Wednesday, February 08, 2012

HOPE AND SUICIDE PREVENTION

I am searching for the articles that explicitly link hope and suicide prevention. It’s surprising how little I am finding. Somehow I had expected to find more. Though some of the writing mentions hope, the word is usually in the title. After that, it’s not mentioned again.
Here lies a great opportunity for the growth of hope work. People like to talk about hope. In my experience, people who are thinking about suicide like to talk about hope, not in the first moment, but later, after you’ve heard them speak of suicide, after they get past that first terrifying few minutes of declaring that they don’t have any hope. They like to come at hope from the back door, to talk about what they would do if they were more hopeful. They like to talk about it in symbols. They can tell you about a picture that could remind them of hope if they saw it first thing in the morning, and then, as an act of hope, they can make a plan to hang such a picture within sight of their beds. They can name a person who comes to mind when they think of hope.
So often, when people talk to us about suicide, and we listen, we hear only the hopelessness. Hearing that, it falls to us to introduce the idea of hope, to open up the conversation. Here lies the opportunity for hope work, to develop the hopeful ear, to listen as a hopeful person would listen, with the conviction that the hope will be in there somewhere and we’ll find it, when we search. These are some early steps that we can take to link hope and suicide prevention.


### About this exercise:
With the pictures left out, write every entry down exactly.

Items from a figure collection
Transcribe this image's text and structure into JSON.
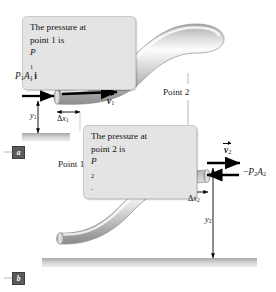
{
  "figure": {
    "title_desc": "Bernoulli equation fluid flow through a pipe at two points",
    "colors": {
      "pipe_light": "#f2f2f2",
      "pipe_mid": "#c8c8c8",
      "pipe_dark": "#9a9a9a",
      "callout_bg": "#e4e4e4",
      "callout_border": "#c9c9c9",
      "ground": "#bdbdbd",
      "arrow": "#000000",
      "leader": "#9a9a9a"
    }
  },
  "callouts": {
    "point1": {
      "line1": "The pressure at",
      "line2_pre": "point 1 is ",
      "line2_sym": "P",
      "line2_sub": "1",
      "line2_post": "."
    },
    "point2": {
      "line1": "The pressure at",
      "line2_pre": "point 2 is ",
      "line2_sym": "P",
      "line2_sub": "2",
      "line2_post": "."
    }
  },
  "labels": {
    "force1": {
      "p": "P",
      "p_sub": "1",
      "a": "A",
      "a_sub": "1",
      "unit": "i"
    },
    "force2": {
      "minus": "−",
      "p": "P",
      "p_sub": "2",
      "a": "A",
      "a_sub": "2"
    },
    "velocity1": {
      "sym": "v",
      "sub": "1"
    },
    "velocity2": {
      "sym": "v",
      "sub": "2"
    },
    "height1": {
      "sym": "y",
      "sub": "1"
    },
    "height2": {
      "sym": "y",
      "sub": "2"
    },
    "dx1": {
      "delta": "Δ",
      "sym": "x",
      "sub": "1"
    },
    "dx2": {
      "delta": "Δ",
      "sym": "x",
      "sub": "2"
    },
    "point1_text": "Point 1",
    "point2_text": "Point 2"
  },
  "panels": {
    "a": "a",
    "b": "b"
  }
}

### Response area:
Transcribe this image's text and structure into JSON.
{
  "figure": {
    "title_desc": "Bernoulli equation fluid flow through a pipe at two points",
    "colors": {
      "pipe_light": "#f2f2f2",
      "pipe_mid": "#c8c8c8",
      "pipe_dark": "#9a9a9a",
      "callout_bg": "#e4e4e4",
      "callout_border": "#c9c9c9",
      "ground": "#bdbdbd",
      "arrow": "#000000",
      "leader": "#9a9a9a"
    }
  },
  "callouts": {
    "point1": {
      "line1": "The pressure at",
      "line2_pre": "point 1 is ",
      "line2_sym": "P",
      "line2_sub": "1",
      "line2_post": "."
    },
    "point2": {
      "line1": "The pressure at",
      "line2_pre": "point 2 is ",
      "line2_sym": "P",
      "line2_sub": "2",
      "line2_post": "."
    }
  },
  "labels": {
    "force1": {
      "p": "P",
      "p_sub": "1",
      "a": "A",
      "a_sub": "1",
      "unit": "i"
    },
    "force2": {
      "minus": "−",
      "p": "P",
      "p_sub": "2",
      "a": "A",
      "a_sub": "2"
    },
    "velocity1": {
      "sym": "v",
      "sub": "1"
    },
    "velocity2": {
      "sym": "v",
      "sub": "2"
    },
    "height1": {
      "sym": "y",
      "sub": "1"
    },
    "height2": {
      "sym": "y",
      "sub": "2"
    },
    "dx1": {
      "delta": "Δ",
      "sym": "x",
      "sub": "1"
    },
    "dx2": {
      "delta": "Δ",
      "sym": "x",
      "sub": "2"
    },
    "point1_text": "Point 1",
    "point2_text": "Point 2"
  },
  "panels": {
    "a": "a",
    "b": "b"
  }
}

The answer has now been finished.